CD reviews: Kid Rock

Also, Lee DeWyze, Reba McEntire and Nelly

November 20, 2010 at 3:00PM

POP/ROCK

Kid Rock, "Born Free" (Atlantic)

Few musicians have the stylistic reach Detroit rap-rocker Kid Rock displays in bringing together musical guests as disparate as country music sweetheart Martina McBride and rapper T.I. -- on the same track, no less. But that's one of the nifty surprises he pulls off on his eighth album. That may have something to do with producer Rick Rubin, who has an uncanny gift for chipping away bluster and artifice and sculpting songs to their essence. Rock asserts his place as the classic-rock scion of Detroit rasper Bob Seger, who plays piano on "Collide," a folk-rock ballad that exhibits honest-to-goodness vulnerability. "Wish I didn't know now the things I didn't know then," Rock sings wistfully in "When It Rains," the melancholy flip side of his nostalgia- minded 2008 hit "All Summer Long." He hasn't abandoned his party-hearty ethic, delivering a dive-bar jukebox classic, "God Bless Saturday," with its Stones-Aerosmith echoes, and a lively ZZ Top-worthy shuffle in "Rock Bottom Blues."

RANDY LEWIS, LOS ANGELES TIMES

Lee DeWyze, "Live It Up" (RCA)

As DeWyze discovers on his first album after winning "American Idol," his career is no longer entirely his own. Every would-be artist who survives the contest is squeezed through a music-industry processor that weeds out the quirks. With a knack for earnest folk-soul, DeWyze is best in coffeehouse mode. But the relentlessly bland "Live It Up" sounds as though it were created in a laboratory. There's a slice of Jack Johnson's mellowness, a splash of Jason Mraz's pleading sensitivity, breathy accents that could've been lifted from a John Mayer ballad. "Dear Isabelle" comes closest to finger-picked intimacy, but in general DeWyze never moves beyond journeyman competence.

GREG KOT, CHICAGO TRIBUNE

COUNTRY

Reba McEntire, "All the Women I Am" (Valory)

McEntire has scored more hits than any country female, but she's not ready to chill on the back porch just yet. One of her best efforts, this disc blends hard-edged, modern country-rock -- including the opener "Turn on the Radio," which is already a hit -- with some profoundly tender ballads, as in the throwback, Bobbie Gentry purr of "The Day She Got Divorced." Reba's strong, no-nonsense persona gets a workout here, but as the CD title implies, she is many women rolled into one.

STEVE MORSE, BOSTON GLOBE

HIP-HOP

Nelly, "5.0" (Universal Motown)

It might be an accident that the word "gone" appears in two titles on Nelly's comeback, but you get the sense that the St. Louis MC realizes that if he didn't fire up a hit-laden set, his teetering career might vanish. Nelly has recruited an all-star supporting cast and emerged with a tuneful mainstream effort. He has a major single with "Just a Dream," the hip-hop equivalent of a power ballad. There are misfires, but he does better on such tracks as the club-aimed "Move That Body," the melodic "Gone" (featuring Kelly Rowland) and the hard-edged "1000 Stacks," which echoes his early work.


§ **Exercise goal**: For the string "type", find every matching line in the records and copy it.

§ **Exercise data**:
-------
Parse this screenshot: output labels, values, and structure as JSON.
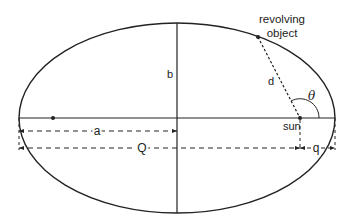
{
  "diagram": {
    "type": "orbital-ellipse",
    "colors": {
      "stroke": "#222222",
      "background": "#ffffff"
    },
    "labels": {
      "revolving_object_line1": "revolving",
      "revolving_object_line2": "object",
      "semi_major": "a",
      "semi_minor": "b",
      "distance": "d",
      "angle": "θ",
      "sun": "sun",
      "aphelion": "Q",
      "perihelion": "q"
    }
  }
}
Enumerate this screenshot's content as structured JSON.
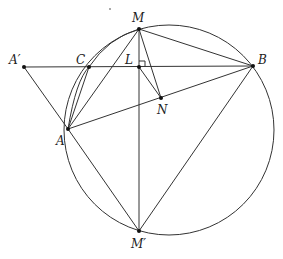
{
  "diagram": {
    "type": "geometry-figure",
    "points": {
      "A_prime": {
        "label": "A′",
        "x": 24,
        "y": 67
      },
      "C": {
        "label": "C",
        "x": 89,
        "y": 67
      },
      "L": {
        "label": "L",
        "x": 139,
        "y": 67
      },
      "B": {
        "label": "B",
        "x": 253,
        "y": 66
      },
      "M": {
        "label": "M",
        "x": 139,
        "y": 29
      },
      "N": {
        "label": "N",
        "x": 161,
        "y": 98
      },
      "A": {
        "label": "A",
        "x": 68,
        "y": 129
      },
      "M_prime": {
        "label": "M′",
        "x": 139,
        "y": 231
      }
    },
    "segments": [
      [
        "A_prime",
        "B"
      ],
      [
        "A_prime",
        "A"
      ],
      [
        "A",
        "C"
      ],
      [
        "A",
        "M"
      ],
      [
        "A",
        "B"
      ],
      [
        "A",
        "M_prime"
      ],
      [
        "M",
        "B"
      ],
      [
        "M",
        "M_prime"
      ],
      [
        "M",
        "N"
      ],
      [
        "L",
        "N"
      ],
      [
        "B",
        "M_prime"
      ]
    ],
    "circles": [
      {
        "name": "circumcircle",
        "cx": 169,
        "cy": 130,
        "r": 105
      },
      {
        "name": "arc-A-C-M",
        "through": [
          "A",
          "C",
          "M"
        ]
      }
    ],
    "right_angle_at": "L",
    "marks": {
      "dot_top": {
        "x": 110,
        "y": 9
      }
    }
  }
}
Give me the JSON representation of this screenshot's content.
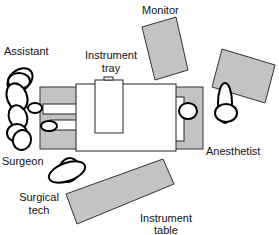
-------
§ **Your response**:
    "type": "orbital-ellipse",
    "type": "geometry-figure",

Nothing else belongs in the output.